Emotional Growth: The Grace of Being

Barbara Schreibke
4 min readMar 6, 2022
Source: https://unsplash.com/photos/956I1peiMi4?utm_source=unsplash&utm_medium=referral&utm_content=creditShareLink

A great gift of free will is the invisible but real satisfaction springing from carving out a life defined by one’s own values. Each of us has the capacity to choose independently, and to learn from the consequences of those choices so that we may add cumulatively to the store of our knowledge. While the process shows up more frequently as a caterpillar munching on leaves rather than a butterfly flitting delicately in a sunlit sky, every opportunity we find at a crossroads is practice in the art of living. We can grow up as much as we grow older. Conversely, when we avoid responsibility, we stagnate mentally and emotionally. As much as limiting the realm of infinite possibilities unfolding before us, choosing not to choose is also toxic to interpersonal relationships of all sorts — most particularly, those requiring the deepest intimacy.

Life is real. Life can be hard. Moments of peace and happiness come as respite and are to be treasured. These moments are fleeting because conflict, sorrow, pain, and turmoil are consistently around us. They come in a thousand different guises and can intrude even upon the most idyllic circumstances. “Happily ever after” is a cliche sold for entertainment. On the surface, it sounds great, but the reason the phrase gets used at the end of a story is because it really is the end. People who live happily ever after don’t struggle, don’t learn, and don’t grow.

Lucky us — we get to live through our decisions. Some decisions are easy. The consequences attached are light. Take picking chocolate over vanilla ice cream — the biggest fallout would be a quarrel with your taste buds. (Next time, you can choose the other flavor, and make things right.) Some decisions are more difficult, and some are flat-out painful. This happens when in the full range of available options, all are accompanied by mostly negative consequences. Alternatively, decisions made without instruction guides are also difficult and scary. We are left feeling our way through the dark, rocky terrain, relying on intuition to light the way when that is like operating a flashlight with dying batteries, flickering faultily.

Side note: Many thought leaders discuss personal development and dole out life advice. These conversations are interesting and can be stimulating and clarifying. However, I do not believe they substitute for living through experiences and building our emotional wheelhouses moment by moment. Words that we can’t internalize through emotional attachment exist only as hollow vessels, intellectualized schemas operating outside ourselves.

A decision means we pick a way forward from all the routes available. Then, we look back in the rearview mirror and see the scenery behind. Sometimes, we’re relieved to have moved from where we were, to where we are now. Sometimes, we’re faced with the irony of a transition not working out as originally planned, imploding our most cherished fantasies or leaving us loitering alone and out in left field. The irony of the latter is multiplied when we feel like our play is purely amateur, and nobody off the team cares that we’re stuck in an irrelevant position with the smell of grass and buzzing of a disturbed cloud of insects surrounding us.

Foolishness and wisdom follow one another. Anyone who has studied Tarot can attest to the symbiosis. The first card of Tarot deck, which in its entirety represents the journey — or journeys — undertaken through life, knows that the first card is The Fool. The Fool is often depicted as stepping off a cliff into the abyss of the unknown, a small bag of belongings behind him (symbolizing what he needs for the journey is carried along), and a dog companionably frolics nearby. Every journey undertaken begins with ignorance and culminates in experience. Then the cycle begins again with something new. This goes from hanging wallpaper for the first time, to raising a child for any time. What we learn — win, lose, or break even on the outside — is useful in evaluating future decisions.

In contrast, when we drift through life, refusing to own our actions and their consequences, our labors fail to bear fruit and cannot be harvested. We have to bring to the communal feast but pictures of an outward appearance. An example of this dynamic can be found in people high in narcissism and rigid in their characters. Narcissistic individuals wreak havoc in relationships, especially those deeper ones where emotional maturity is needed. The damage isn’t just confined to the relationships. Like any contagious ailment, the damage extends beyond in larger, concentric circles. The hurt that can be inflicted depends on a lot of factors but can be huge.

In conclusion, as morbid as the thought may be, we all live to die. The opportunities that come before that time, to grow our emotional bandwidths represent our true legacies. Yet the grace of our being need not be measured in terms of magnitude. Superheroes and ordinary folk alike, how we show up in our lives is how we impact. Every act, hidden or acknowledged, contributes to the whole of humanity. Each one matters. Each one forms us emotionally. Finally, like the Buddha said, “There isn’t enough darkness to snuff out the light of one little candle.” We choose whether we light the way forward.

# # #

--

--

Barbara Schreibke

Loves writing, people, nature, animals - especially big, old dogs. Works with people who have serious mental illnesses, addiction, and homelessness.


**What to do**
Each line of the records that holds the word "negative" should be copied out.

====

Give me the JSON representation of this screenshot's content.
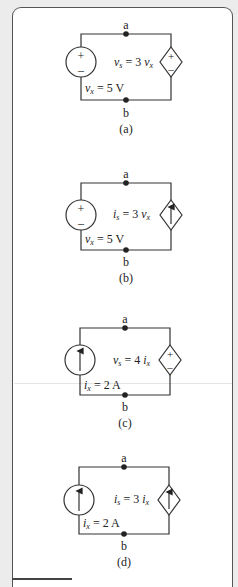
{
  "figure": {
    "panels": [
      {
        "id": "a",
        "caption": "(a)",
        "top_node": "a",
        "bottom_node": "b",
        "independent_source": {
          "type": "voltage",
          "label_var": "v",
          "label_sub": "x",
          "label_rest": " = 5 V",
          "plus": "+",
          "minus": "–"
        },
        "dependent_source": {
          "type": "voltage",
          "label_var": "v",
          "label_sub": "s",
          "label_mid": " = 3 ",
          "ctrl_var": "v",
          "ctrl_sub": "x",
          "plus": "+",
          "minus": "–"
        }
      },
      {
        "id": "b",
        "caption": "(b)",
        "top_node": "a",
        "bottom_node": "b",
        "independent_source": {
          "type": "voltage",
          "label_var": "v",
          "label_sub": "x",
          "label_rest": " = 5 V",
          "plus": "+",
          "minus": "–"
        },
        "dependent_source": {
          "type": "current",
          "label_var": "i",
          "label_sub": "s",
          "label_mid": " = 3 ",
          "ctrl_var": "v",
          "ctrl_sub": "x"
        }
      },
      {
        "id": "c",
        "caption": "(c)",
        "top_node": "a",
        "bottom_node": "b",
        "independent_source": {
          "type": "current",
          "label_var": "i",
          "label_sub": "x",
          "label_rest": " = 2 A"
        },
        "dependent_source": {
          "type": "voltage",
          "label_var": "v",
          "label_sub": "s",
          "label_mid": " = 4 ",
          "ctrl_var": "i",
          "ctrl_sub": "x",
          "plus": "+",
          "minus": "–"
        }
      },
      {
        "id": "d",
        "caption": "(d)",
        "top_node": "a",
        "bottom_node": "b",
        "independent_source": {
          "type": "current",
          "label_var": "i",
          "label_sub": "x",
          "label_rest": " = 2 A"
        },
        "dependent_source": {
          "type": "current",
          "label_var": "i",
          "label_sub": "s",
          "label_mid": " = 3 ",
          "ctrl_var": "i",
          "ctrl_sub": "x"
        }
      }
    ]
  }
}
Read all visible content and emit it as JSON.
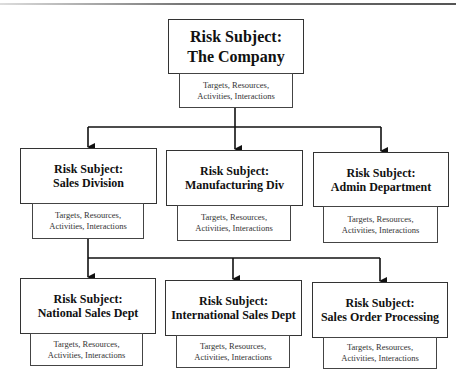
{
  "diagram": {
    "type": "hierarchy",
    "root": {
      "title": "Risk Subject:",
      "name": "The Company",
      "details": [
        "Targets, Resources,",
        "Activities, Interactions"
      ]
    },
    "level2": [
      {
        "title": "Risk Subject:",
        "name": "Sales Division",
        "details": [
          "Targets, Resources,",
          "Activities, Interactions"
        ]
      },
      {
        "title": "Risk Subject:",
        "name": "Manufacturing Div",
        "details": [
          "Targets, Resources,",
          "Activities, Interactions"
        ]
      },
      {
        "title": "Risk Subject:",
        "name": "Admin Department",
        "details": [
          "Targets, Resources,",
          "Activities, Interactions"
        ]
      }
    ],
    "level3": [
      {
        "title": "Risk Subject:",
        "name": "National Sales Dept",
        "details": [
          "Targets, Resources,",
          "Activities, Interactions"
        ]
      },
      {
        "title": "Risk Subject:",
        "name": "International Sales Dept",
        "details": [
          "Targets, Resources,",
          "Activities, Interactions"
        ]
      },
      {
        "title": "Risk Subject:",
        "name": "Sales Order Processing",
        "details": [
          "Targets, Resources,",
          "Activities, Interactions"
        ]
      }
    ],
    "edges": [
      [
        "The Company",
        "Sales Division"
      ],
      [
        "The Company",
        "Manufacturing Div"
      ],
      [
        "The Company",
        "Admin Department"
      ],
      [
        "Sales Division",
        "National Sales Dept"
      ],
      [
        "Sales Division",
        "International Sales Dept"
      ],
      [
        "Sales Division",
        "Sales Order Processing"
      ]
    ]
  }
}
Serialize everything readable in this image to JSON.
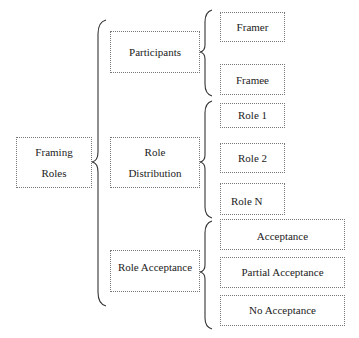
{
  "diagram": {
    "root": {
      "label_line1": "Framing",
      "label_line2": "Roles"
    },
    "categories": [
      {
        "label": "Participants",
        "children": [
          "Framer",
          "Framee"
        ]
      },
      {
        "label_line1": "Role",
        "label_line2": "Distribution",
        "children": [
          "Role 1",
          "Role 2",
          "Role N"
        ]
      },
      {
        "label": "Role Acceptance",
        "children": [
          "Acceptance",
          "Partial Acceptance",
          "No Acceptance"
        ]
      }
    ],
    "colors": {
      "border": "#777777",
      "text": "#222222",
      "brace": "#333333",
      "background": "#ffffff"
    }
  }
}
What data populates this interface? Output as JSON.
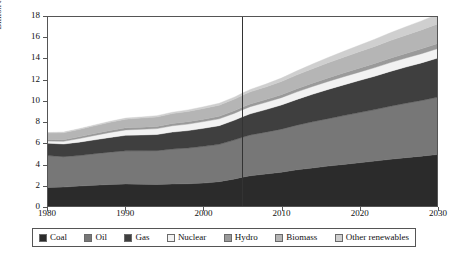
{
  "chart_data": {
    "type": "area",
    "title": "",
    "subtitle": "",
    "xlabel": "",
    "ylabel": "Billion tonnes of oil equivalent",
    "xlim": [
      1980,
      2030
    ],
    "ylim": [
      0,
      18
    ],
    "grid": false,
    "stacked": true,
    "legend_position": "bottom",
    "y_ticks": [
      0,
      2,
      4,
      6,
      8,
      10,
      12,
      14,
      16,
      18
    ],
    "x_ticks": [
      1980,
      1990,
      2000,
      2010,
      2020,
      2030
    ],
    "x_tick_labels": [
      "1980",
      "1990",
      "2000",
      "2010",
      "2020",
      "2030"
    ],
    "y_tick_labels": [
      "0",
      "2",
      "4",
      "6",
      "8",
      "10",
      "12",
      "14",
      "16",
      "18"
    ],
    "annotations": [
      {
        "name": "projection-divider",
        "type": "vline",
        "x": 2005,
        "label": ""
      }
    ],
    "x": [
      1980,
      1982,
      1984,
      1986,
      1988,
      1990,
      1992,
      1994,
      1996,
      1998,
      2000,
      2002,
      2004,
      2005,
      2006,
      2008,
      2010,
      2012,
      2014,
      2016,
      2018,
      2020,
      2022,
      2024,
      2026,
      2028,
      2030
    ],
    "series": [
      {
        "name": "Coal",
        "color": "#2b2b2b",
        "values": [
          1.75,
          1.8,
          1.9,
          1.98,
          2.05,
          2.1,
          2.08,
          2.05,
          2.1,
          2.12,
          2.18,
          2.32,
          2.58,
          2.75,
          2.88,
          3.05,
          3.22,
          3.45,
          3.62,
          3.8,
          3.96,
          4.12,
          4.28,
          4.45,
          4.6,
          4.75,
          4.9
        ]
      },
      {
        "name": "Oil",
        "color": "#777777",
        "values": [
          3.05,
          2.9,
          2.9,
          3.0,
          3.08,
          3.15,
          3.18,
          3.22,
          3.32,
          3.4,
          3.5,
          3.55,
          3.72,
          3.8,
          3.88,
          3.98,
          4.1,
          4.25,
          4.4,
          4.52,
          4.65,
          4.78,
          4.9,
          5.05,
          5.18,
          5.3,
          5.45
        ]
      },
      {
        "name": "Gas",
        "color": "#3f3f3f",
        "values": [
          1.18,
          1.2,
          1.28,
          1.32,
          1.4,
          1.48,
          1.5,
          1.54,
          1.62,
          1.66,
          1.72,
          1.78,
          1.88,
          1.95,
          2.02,
          2.15,
          2.3,
          2.45,
          2.62,
          2.78,
          2.92,
          3.05,
          3.18,
          3.32,
          3.45,
          3.58,
          3.72
        ]
      },
      {
        "name": "Nuclear",
        "color": "#f2f2f2",
        "values": [
          0.2,
          0.26,
          0.34,
          0.42,
          0.48,
          0.52,
          0.54,
          0.56,
          0.6,
          0.62,
          0.64,
          0.65,
          0.66,
          0.67,
          0.68,
          0.69,
          0.7,
          0.72,
          0.74,
          0.76,
          0.78,
          0.8,
          0.82,
          0.84,
          0.86,
          0.88,
          0.9
        ]
      },
      {
        "name": "Hydro",
        "color": "#9a9a9a",
        "values": [
          0.15,
          0.16,
          0.17,
          0.18,
          0.19,
          0.2,
          0.21,
          0.21,
          0.22,
          0.23,
          0.23,
          0.24,
          0.25,
          0.25,
          0.26,
          0.27,
          0.28,
          0.3,
          0.32,
          0.34,
          0.36,
          0.38,
          0.4,
          0.42,
          0.44,
          0.46,
          0.48
        ]
      },
      {
        "name": "Biomass",
        "color": "#b5b5b5",
        "values": [
          0.62,
          0.66,
          0.7,
          0.74,
          0.78,
          0.82,
          0.86,
          0.9,
          0.94,
          0.98,
          1.02,
          1.06,
          1.1,
          1.12,
          1.15,
          1.2,
          1.26,
          1.32,
          1.38,
          1.44,
          1.5,
          1.56,
          1.62,
          1.68,
          1.74,
          1.8,
          1.86
        ]
      },
      {
        "name": "Other renewables",
        "color": "#cfcfcf",
        "values": [
          0.05,
          0.06,
          0.07,
          0.08,
          0.09,
          0.1,
          0.11,
          0.12,
          0.13,
          0.14,
          0.16,
          0.18,
          0.2,
          0.21,
          0.23,
          0.27,
          0.32,
          0.38,
          0.44,
          0.5,
          0.56,
          0.62,
          0.68,
          0.74,
          0.8,
          0.86,
          0.92
        ]
      }
    ],
    "totals": {
      "1980": 7.0,
      "2005": 11.55,
      "2030": 18.23
    }
  },
  "legend": {
    "items": [
      {
        "label": "Coal",
        "color": "#2b2b2b"
      },
      {
        "label": "Oil",
        "color": "#777777"
      },
      {
        "label": "Gas",
        "color": "#3f3f3f"
      },
      {
        "label": "Nuclear",
        "color": "#f2f2f2"
      },
      {
        "label": "Hydro",
        "color": "#9a9a9a"
      },
      {
        "label": "Biomass",
        "color": "#b5b5b5"
      },
      {
        "label": "Other renewables",
        "color": "#cfcfcf"
      }
    ]
  },
  "colors": {
    "axis": "#555555",
    "text": "#111111",
    "background": "#ffffff",
    "divider": "#333333"
  }
}
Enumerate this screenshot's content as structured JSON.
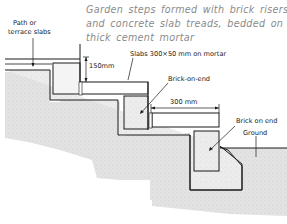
{
  "caption": {
    "lines": [
      "Garden steps formed with brick risers",
      "and concrete slab treads, bedded on",
      "thick cement mortar"
    ]
  },
  "labels": {
    "path_slabs_line1": "Path or",
    "path_slabs_line2": "terrace slabs",
    "riser_height": "150mm",
    "slabs_spec": "Slabs  300×50 mm on mortar",
    "brick_on_end_upper": "Brick-on-end",
    "tread_depth": "300 mm",
    "brick_on_end_lower": "Brick on end",
    "ground": "Ground"
  },
  "colors": {
    "line": "#1a1a1a",
    "caption": "#8a8a8a",
    "earth_fill": "#dcdcdc",
    "concrete_fill": "#e9e9e9",
    "brick_fill": "#e2e2e2"
  }
}
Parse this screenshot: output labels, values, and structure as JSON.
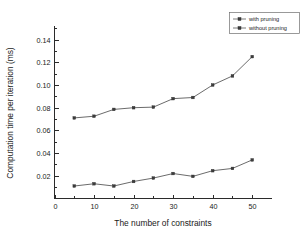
{
  "chart_data": {
    "type": "line",
    "title": "",
    "xlabel": "The number of constraints",
    "ylabel": "Computation time per iteration (ms)",
    "x": [
      5,
      10,
      15,
      20,
      25,
      30,
      35,
      40,
      45,
      50
    ],
    "series": [
      {
        "name": "with pruning",
        "values": [
          0.011,
          0.013,
          0.011,
          0.015,
          0.018,
          0.022,
          0.0195,
          0.0245,
          0.0265,
          0.034
        ]
      },
      {
        "name": "without pruning",
        "values": [
          0.071,
          0.0725,
          0.0785,
          0.08,
          0.0805,
          0.088,
          0.089,
          0.1,
          0.108,
          0.125
        ]
      }
    ],
    "xlim": [
      0,
      55
    ],
    "ylim": [
      0.0,
      0.152
    ],
    "xticks": [
      0,
      10,
      20,
      30,
      40,
      50
    ],
    "xtick_labels": [
      "0",
      "10",
      "20",
      "30",
      "40",
      "50"
    ],
    "xticks_minor": [
      5,
      15,
      25,
      35,
      45
    ],
    "yticks": [
      0.02,
      0.04,
      0.06,
      0.08,
      0.1,
      0.12,
      0.14
    ],
    "ytick_labels": [
      "0.02",
      "0.04",
      "0.06",
      "0.08",
      "0.10",
      "0.12",
      "0.14"
    ],
    "yticks_minor": [
      0.01,
      0.03,
      0.05,
      0.07,
      0.09,
      0.11,
      0.13,
      0.15
    ],
    "grid": false,
    "legend_position": "top-right-outside",
    "marker": "square",
    "colors": {
      "line": "#5a5a5a",
      "marker": "#3d3d3d",
      "axis": "#2b2b2b",
      "background": "#ffffff"
    }
  },
  "legend": {
    "entries": [
      {
        "label": "with pruning"
      },
      {
        "label": "without pruning"
      }
    ]
  },
  "axes": {
    "x_title": "The number of constraints",
    "y_title": "Computation time per iteration (ms)"
  }
}
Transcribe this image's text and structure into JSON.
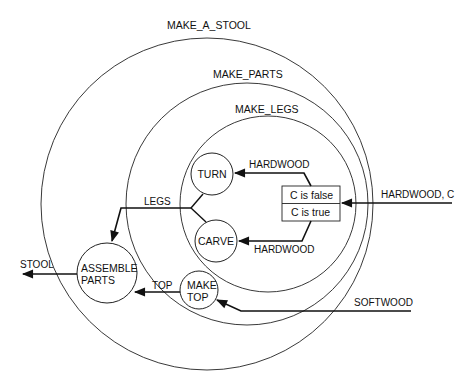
{
  "scopes": {
    "outer": "MAKE_A_STOOL",
    "middle": "MAKE_PARTS",
    "inner": "MAKE_LEGS"
  },
  "nodes": {
    "turn": "TURN",
    "carve": "CARVE",
    "assemble_line1": "ASSEMBLE",
    "assemble_line2": "PARTS",
    "make_top_line1": "MAKE",
    "make_top_line2": "TOP"
  },
  "decision": {
    "row1": "C is false",
    "row2": "C is true"
  },
  "flows": {
    "hardwood_c": "HARDWOOD, C",
    "hardwood_top": "HARDWOOD",
    "hardwood_bottom": "HARDWOOD",
    "legs": "LEGS",
    "top": "TOP",
    "softwood": "SOFTWOOD",
    "stool": "STOOL"
  },
  "colors": {
    "line": "#111111",
    "background": "#ffffff"
  }
}
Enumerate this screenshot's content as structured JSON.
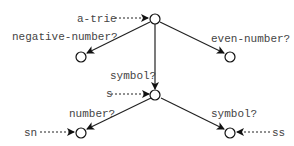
{
  "diagram": {
    "type": "trie",
    "nodes": [
      {
        "id": "root",
        "x": 155,
        "y": 19
      },
      {
        "id": "neg",
        "x": 81,
        "y": 57
      },
      {
        "id": "even",
        "x": 230,
        "y": 57
      },
      {
        "id": "s",
        "x": 156,
        "y": 95
      },
      {
        "id": "sn",
        "x": 81,
        "y": 133
      },
      {
        "id": "ss",
        "x": 230,
        "y": 133
      }
    ],
    "edges": [
      {
        "from": "root",
        "to": "neg",
        "label": "negative-number?"
      },
      {
        "from": "root",
        "to": "even",
        "label": "even-number?"
      },
      {
        "from": "root",
        "to": "s",
        "label": "symbol?"
      },
      {
        "from": "s",
        "to": "sn",
        "label": "number?"
      },
      {
        "from": "s",
        "to": "ss",
        "label": "symbol?"
      }
    ],
    "pointers": [
      {
        "label": "a-trie",
        "target": "root"
      },
      {
        "label": "s",
        "target": "s"
      },
      {
        "label": "sn",
        "target": "sn"
      },
      {
        "label": "ss",
        "target": "ss"
      }
    ]
  },
  "labels": {
    "a_trie": "a-trie",
    "negative_number": "negative-number?",
    "even_number": "even-number?",
    "symbol_1": "symbol?",
    "s": "s",
    "number": "number?",
    "symbol_2": "symbol?",
    "sn": "sn",
    "ss": "ss"
  }
}
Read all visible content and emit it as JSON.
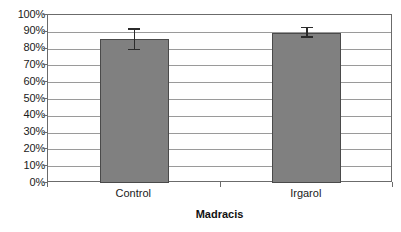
{
  "chart_data": {
    "type": "bar",
    "title": "",
    "subtitle": "",
    "xlabel": "Madracis",
    "ylabel": "",
    "categories": [
      "Control",
      "Irgarol"
    ],
    "values": [
      86,
      89.5
    ],
    "errors_low": [
      79,
      86.5
    ],
    "errors_high": [
      92,
      93
    ],
    "ylim": [
      0,
      100
    ],
    "ytick_labels": [
      "100%",
      "90%",
      "80%",
      "70%",
      "60%",
      "50%",
      "40%",
      "30%",
      "20%",
      "10%",
      "0%"
    ],
    "ytick_values": [
      100,
      90,
      80,
      70,
      60,
      50,
      40,
      30,
      20,
      10,
      0
    ],
    "grid": true,
    "legend": false,
    "legend_position": "none",
    "bar_color": "#808080",
    "bar_border_color": "#4a4a4a",
    "error_bar_color": "#2b2b2b",
    "gridline_color": "#9a9a9a",
    "frame_color": "#6b6b6b",
    "background_color": "#ffffff",
    "value_unit": "%"
  }
}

====

**Response for this exercise**
        "label": "negative-number?"
    "negative_number": "negative-number?",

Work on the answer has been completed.